Source: Doctor Who Information Network
Submitted by: Williams (Doctor Who News Consultant)
New writers and some familiar names join Russell T. Davies in the next season of Doctor Who.
The official Doctor Who Magazine has announced the writers for the 2006 season of Doctor Who. Head Writer and Executive Producer Russell T. Davies will be writing the 60-minute Christmas special (which will likely have nothing to do with Christmas—the term comes from the fact that British television tend to show special extended one-off episodes of popular series during the holidays). He will also write five episodes out of the 13 for the next season, three single episode stories an one two-parter. Davies has written three of the four episodes broadcast thus far on CBC, along with five more of the nine still to be broadcast, including next Tuesday’s World War Three.
Two other writers from the 2005 season will be returning next year. They are Mark Gatiss, who wrote this season’s The Unquiet Dead and is a co-writer, creator of the BBC comedy series The League of Gentleman, and Stephen Moffatt, writer of the upcoming episodes The Empty Child and The Doctor Dances and creator of such shows as Coupling and Press Gang. Gatiss and Moffatt are writing one episode each.

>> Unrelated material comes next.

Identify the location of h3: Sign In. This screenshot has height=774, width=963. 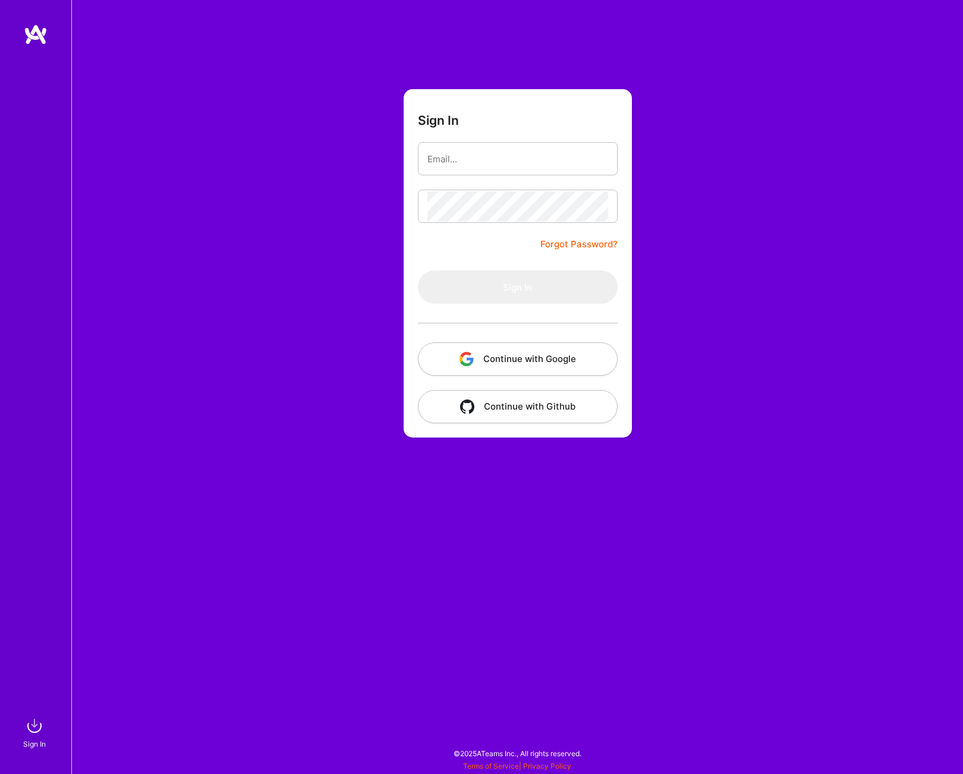
(438, 120).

One of the new writers to the series is Matt Jones, a former script editor of the Davies-created Queer as Folk series, writer of the series POW (currently being shown on TVOntario) and author of the 1996 Doctor Who novel Bad Therapy. A former columnist for DWM, Jones will be writing a two-part story, tentatively entitled The Satan Pit. Toby Whithouse, an actor/writer who appeared in the most recent Bridget Jones Diary film and Tom McRae round out the team for 2006, writing one and two-episodes respectively. Whithouse and McRae have no previous professional Doctor Who credits but both are experienced television writers. Whithouse is doing one episode while McRae is entrusted with two. There is one more episode that does not yet have a writer attached to it, but is expected to be done “in-house? at the BBC.